At one end of a long table diners are fed with delicious, nutritious, exquisitely cooked goodies, at the other they get rancid slops. In between, there are varying degrees of delicious and disgusting. The idea of course, is to work your way to the good end by successfully taking on the people sitting opposite you. You are given a token, with a knife on one side, and goblet on the other. The knife means treachery. If you choose it, and they don’t betray you, you move up five places. If you both betray, you both move down five. If you both choose the goblet, you both move up five. Simple. But brilliantly devious.

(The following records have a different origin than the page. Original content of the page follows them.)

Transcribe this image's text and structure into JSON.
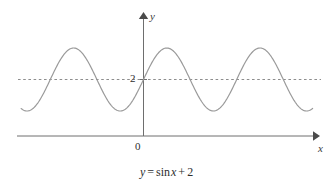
{
  "figure": {
    "background_color": "#ffffff",
    "width": 333,
    "height": 190,
    "caption_parts": {
      "lhs": "y",
      "equals": "=",
      "func": "sin",
      "var": "x",
      "plus": "+",
      "const": "2"
    },
    "caption_full": "y = sin x + 2"
  },
  "axes": {
    "y_axis_label": "y",
    "x_axis_label": "x",
    "origin_label": "0",
    "midline_tick_label": "2",
    "axis_color": "#6e6e6e",
    "curve_color": "#9a9a9a",
    "dash_color": "#8d8d8d"
  },
  "chart_data": {
    "type": "line",
    "title": "",
    "xlabel": "x",
    "ylabel": "y",
    "expression": "y = sin x + 2",
    "grid": false,
    "legend": null,
    "annotations": [
      {
        "text": "2",
        "kind": "y-tick",
        "value": 2
      },
      {
        "text": "0",
        "kind": "origin",
        "value": 0
      }
    ],
    "reference_lines": [
      {
        "orientation": "horizontal",
        "y": 2,
        "style": "dashed",
        "label": "2"
      }
    ],
    "series": [
      {
        "name": "y = sin x + 2",
        "amplitude": 1,
        "vertical_shift": 2,
        "period_radians": 6.283185307179586,
        "x_domain_radians": [
          -8.25,
          11.4
        ],
        "y_range": [
          1,
          3
        ],
        "x": [
          -8.25,
          -7.75,
          -7.25,
          -6.75,
          -6.25,
          -5.75,
          -5.25,
          -4.75,
          -4.25,
          -3.75,
          -3.25,
          -2.75,
          -2.25,
          -1.75,
          -1.25,
          -0.75,
          -0.25,
          0.25,
          0.75,
          1.25,
          1.75,
          2.25,
          2.75,
          3.25,
          3.75,
          4.25,
          4.75,
          5.25,
          5.75,
          6.25,
          6.75,
          7.25,
          7.75,
          8.25,
          8.75,
          9.25,
          9.75,
          10.25,
          10.75,
          11.4
        ],
        "y": [
          2.9,
          2.99,
          2.84,
          2.48,
          2.03,
          1.6,
          1.25,
          1.03,
          1.1,
          1.43,
          1.89,
          2.38,
          2.78,
          2.98,
          2.95,
          2.68,
          2.25,
          2.25,
          2.68,
          2.95,
          2.98,
          2.78,
          2.38,
          1.89,
          1.43,
          1.1,
          1.03,
          1.25,
          1.6,
          2.03,
          2.48,
          2.84,
          2.99,
          2.9,
          2.6,
          2.18,
          1.73,
          1.36,
          1.1,
          1.01
        ]
      }
    ],
    "x_axis": {
      "arrow": true,
      "ticks": [],
      "ticklabels": []
    },
    "y_axis": {
      "arrow": true,
      "ticks": [
        2
      ],
      "ticklabels": [
        "2"
      ]
    }
  }
}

It took place a warehouse in fashionable East London, whose details were emailed to me only 24 hours before in the following terms: “Aspirant, your application to join the tournament has been accepted, and your initiation shall take place tomorrow, the first day of February. Between 7:00pm and 7:30pm sharp, you must…”

There followed a series of gloriously absurd instructions about giving special knocks and following finding google maps locations, which I duly obeyed. A man dressed in a cowl ticked off my name on a piece of paper illuminated by candlelight, gave me a playing card, and ordered me to “proceed” round the corner into a small dark yard whose only light came from an oil-drum brazier. There, any doubts about how much I was going to enjoy all this faux-medieval nonsense were smoothed out by several glasses of red wine. Now my only anxiety was whether I’d get to eat the bad food or the good food.

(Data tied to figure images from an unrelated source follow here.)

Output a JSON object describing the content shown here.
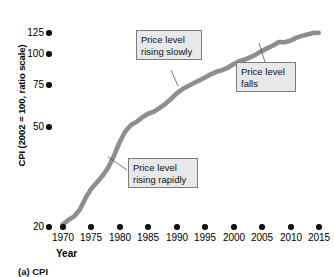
{
  "chart_data": {
    "type": "line",
    "title": "",
    "subtitle": "",
    "xlabel": "Year",
    "ylabel": "CPI (2002 = 100, ratio scale)",
    "scale": "log",
    "grid": false,
    "legend": "none",
    "xlim": [
      1969,
      2016
    ],
    "ylim": [
      20,
      135
    ],
    "xticks": [
      1970,
      1975,
      1980,
      1985,
      1990,
      1995,
      2000,
      2005,
      2010,
      2015
    ],
    "xtick_labels": [
      "1970",
      "1975",
      "1980",
      "1985",
      "1990",
      "1995",
      "2000",
      "2005",
      "2010",
      "2015"
    ],
    "yticks": [
      20,
      50,
      75,
      100,
      125
    ],
    "ytick_labels": [
      "20",
      "50",
      "75",
      "100",
      "125"
    ],
    "series": [
      {
        "name": "CPI",
        "color": "#8e8e8e",
        "x": [
          1970,
          1971,
          1972,
          1973,
          1974,
          1975,
          1976,
          1977,
          1978,
          1979,
          1980,
          1981,
          1982,
          1983,
          1984,
          1985,
          1986,
          1987,
          1988,
          1989,
          1990,
          1991,
          1992,
          1993,
          1994,
          1995,
          1996,
          1997,
          1998,
          1999,
          2000,
          2001,
          2002,
          2003,
          2004,
          2005,
          2006,
          2007,
          2008,
          2009,
          2010,
          2011,
          2012,
          2013,
          2014,
          2015
        ],
        "y": [
          20.4,
          21.3,
          22.0,
          23.4,
          26.0,
          28.3,
          30.0,
          31.9,
          34.4,
          38.3,
          43.4,
          47.9,
          50.9,
          52.5,
          54.8,
          56.7,
          57.8,
          59.9,
          62.3,
          65.3,
          68.9,
          71.8,
          74.0,
          76.1,
          78.1,
          80.3,
          82.7,
          84.6,
          85.9,
          87.8,
          90.7,
          93.3,
          94.8,
          96.9,
          99.5,
          102.9,
          106.2,
          109.2,
          113.4,
          113.0,
          114.9,
          118.5,
          121.0,
          122.8,
          124.8,
          125.0
        ],
        "values": [
          20.4,
          21.3,
          22.0,
          23.4,
          26.0,
          28.3,
          30.0,
          31.9,
          34.4,
          38.3,
          43.4,
          47.9,
          50.9,
          52.5,
          54.8,
          56.7,
          57.8,
          59.9,
          62.3,
          65.3,
          68.9,
          71.8,
          74.0,
          76.1,
          78.1,
          80.3,
          82.7,
          84.6,
          85.9,
          87.8,
          90.7,
          93.3,
          94.8,
          96.9,
          99.5,
          102.9,
          106.2,
          109.2,
          113.4,
          113.0,
          114.9,
          118.5,
          121.0,
          122.8,
          124.8,
          125.0
        ]
      }
    ],
    "annotations": [
      {
        "id": "rising-slowly",
        "text": "Price level\nrising slowly",
        "target_x": 1991,
        "target_y": 71
      },
      {
        "id": "falls",
        "text": "Price level\nfalls",
        "target_x": 2008,
        "target_y": 113
      },
      {
        "id": "rising-rapidly",
        "text": "Price level\nrising rapidly",
        "target_x": 1977,
        "target_y": 32
      }
    ]
  },
  "axes": {
    "y_title": "CPI (2002 = 100, ratio scale)",
    "x_title": "Year",
    "y_labels": [
      "125",
      "100",
      "75",
      "50",
      "20"
    ],
    "x_labels": [
      "1970",
      "1975",
      "1980",
      "1985",
      "1990",
      "1995",
      "2000",
      "2005",
      "2010",
      "2015"
    ]
  },
  "callouts": {
    "slowly": "Price level\nrising slowly",
    "falls": "Price level\nfalls",
    "rapidly": "Price level\nrising rapidly"
  },
  "caption": "(a) CPI",
  "colors": {
    "line": "#8e8e8e",
    "marker": "#111111",
    "callout_bg": "#e8e8e8",
    "callout_border": "#7c7c7c",
    "background": "#ffffff"
  }
}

Happily, once inside, another man dressed as a monk ushered me in the direction I wanted to go. My card, the seven of hearts, positioned me just a few precious places from the top. Not in the first tier. But good enough that I was soon tucking into a delicious beetroot salad and plotting with the person opposite about how best to stay away from the other end. There, rumours flying up the table suggested, they were eating cabbage on stale bread.

Our plan was to keep on protecting each other and choose the goblet. At the high-end, it was in our interests to do so. Five places up made little difference. Ten places down meant eating cold gruel, chicken feet, and, eventually and cruellest of all, a kind of fruit salad that tasted of rancid ketchup. As someone pointed out, the event was turning into a microcosm of capitalism and the class system. We at the top were keen to help each other, and equally keen to do nothing for those lower down. Those at the bottom took bigger chances, had far more to gain by doing the dirty – and also were far more likely to be betrayed as a result. The only difference was that there was at least some movement from the top as every time someone leapfrogged your place, you had to move down one.

My luck held. I wondered if, in the interests of journalism, I should take the plunge start betraying, get a bad reputation and so be budged down to the other end of the table. But frankly, I was too keen on staying with the posh nosh. After a nasty encounter with some bone marrow, my repeated use of the goblet with various partners got me eating steak, quail, a nice fluffy meringue and some really tasty cheese. The conversation was good too. There was an aspect of speed-dating in the forced interaction with numerous strangers, and the pressing need to charm them. But that too was part of the fascination.

Occasionally, we would acknowledge a slight feeling of guilt about the people eating slops below us. A group of girls who had travelled all the way from Birmingham seemed firmly lodged among the stale bread and grey oatmeal, which seemed especially sad. But the truth was that they also actually seemed to be having fun. All that camp theatre, the excitement of the contest, the delight of moving higher, not to mention the bottomless wine combined to ensure hilarity and delight. I’d highly recommend going. And if you end up sitting opposite me, I definitely shan’t betray you. Promise.